This blog seems to have morphed from a journal of the girls’ lives to a journal of my thoughts and feelings! Still, I try to remember from time to time to keep a record of what they’re up to, for us to look back on in the future. So here goes:
Flopsy is learning to read like Scout in To Kill a Mockingbird - she looks over my shoulder when I’m reading a book, perfectly happy while I periodically say ‘come on! Can’t I read my book for just a few minutes???’. She gets chuffed to bits when she recognises words she knows - ‘the’, ‘and’ & ‘you’ mostly (as ‘cat’, ‘dog’ and other usual children’s first words don’t tend to be scattered throughout the text of the books I choose to read!). Then she decides she’d rather point to each word of a sentence while I tell her what it says - she also likes to hear what the page number is as well. So I guess that in the process of me lazily sitting down to try to read a book for myself for ten or twenty minutes, Flopsy is getting some intense literacy and numeracy time as well - autonomous learning in action! She also tells us we’ve forgotten to say ‘the’ or ‘and’ when we’re reading her her books, even though we haven’t - she just likes to make sure we’ve remembered all the words on the page I suppose. It’s nice though, as it shows she’s starting to follow the text as well as looking at the pictures.
On the numeracy front, she’s got a big book about numbers that has an introduction to basic sums towards the back, which she’s very interested in. We get lego bricks out and do the sums with those and she’s now started to freqently use the words ‘plus’, ‘add’ and ‘equals’ in her vocabulary - testing them out to see if she’s got the right understanding of them, I think. Again, it’s amazing to watch all this learning going on without me sitting down and saying ‘right, it’s time to learn how to add’ - she just does it! She’ll be counting books for us to read before bed (we usually set a limit e.g. ‘we’ve got time for 8 tonight’), and will go and check how many she’s chosen so she knows how many more she needs to choose to make up the number. She’ll be sharing out pencils or toys with Mopsy and taking a certain number from her own pile so Mopsy’s got the same amount. There’s nothing contrived at all about the maths going on in our house, and it’s a real pleasure to watch and be invovled with, when we’re allowed to be involved, of course!
Flopsy’s writing is also coming on in leaps and bounds - she is still nuts about tracing over dotted letters and is more confident to try the seemingly harder ones now.

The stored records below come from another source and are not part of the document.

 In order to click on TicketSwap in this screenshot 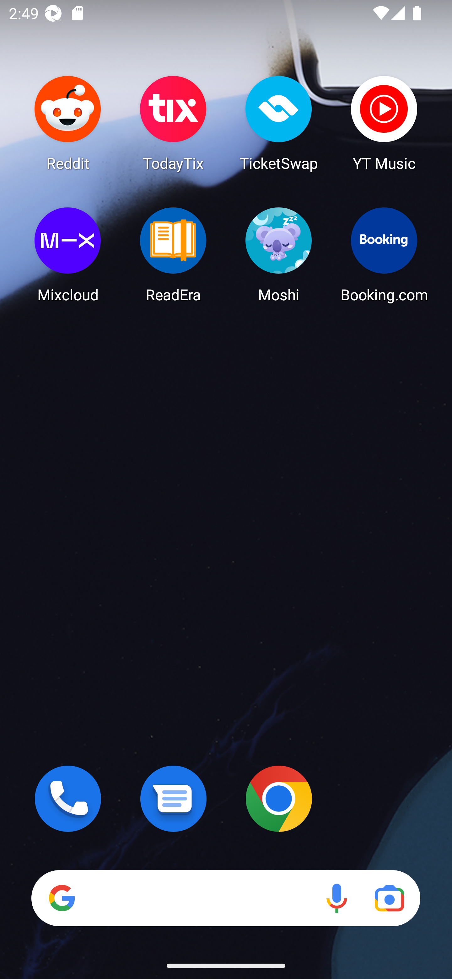, I will do `click(279, 123)`.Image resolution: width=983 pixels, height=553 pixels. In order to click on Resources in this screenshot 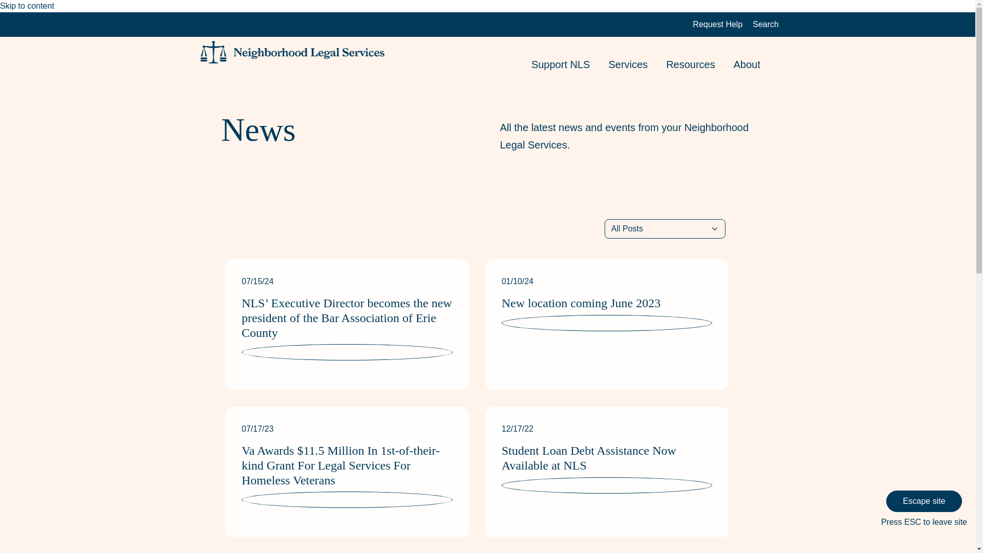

She can confidently write T, O, i, E, l, A and is happy to have a go at V, U and Y but won’t attempt anything else at the moment. One of her uncles is called Tom and she spends a lot of time writing To Tom (coming up to ask us to write the M for her) on any piece of paper she can find.
Mopsy has become a puzzle fiend and is becoming really adept at putting jigsaw puzzle pieces together. We’ve got a really nice puzzle that consists of twenty little puzzles of two pieces each, and she’ll sit and concentrate on doing it twice over sometimes! This is a real example of how she’s learnt from Flopsy, as Flopsy wasn’t putting puzzle pieces together until she was about 22m old, but then she didn’t have the chance to see anyone else doing it over and over again like Mopsy has.
Mopsy is also really good at colouring in - she can colour in specific places, rather than randomly over the page. Interestingly, she holds the pencil in her fist, with the lead sticking out by her thumb, with her forefinger outstretched to guide the pencil. It’s a very accurate and neat method she’s found and I wonder if she’ll have the motivation to ever change it! I suppose she might once she starts writing, but what’s interesting is that Flopsy has held the pencil the way we’re taught to from the very start - maybe it’s something to do with the fact that Mopsy had access to pencils and crayons from a much younger age than Flopsy had and by the time Flopsy got a chance to draw, her fine motor skills had got to the stage where she could easily hold and control a pencil that way.
Mopsy’s speech is also coming along very quickly - she’s got to that point where she’s learning several words a day and I really enjoy deciphering what she’s saying and the feeling of delight on both our parts when we work it out. She’s a really happy, helpful child who is totally obsessed with cleaning and putting things away or ‘way’ as she puts it. If I’m ever stuck for some way to amuse her, all I have to do is give her a damp cloth and she’ll be happy for ages!
Ok, DH has just left for work now, so I’ll have to stop this post and go and play for a bit! I’m glad I got some of it down, though, as it was long overdue!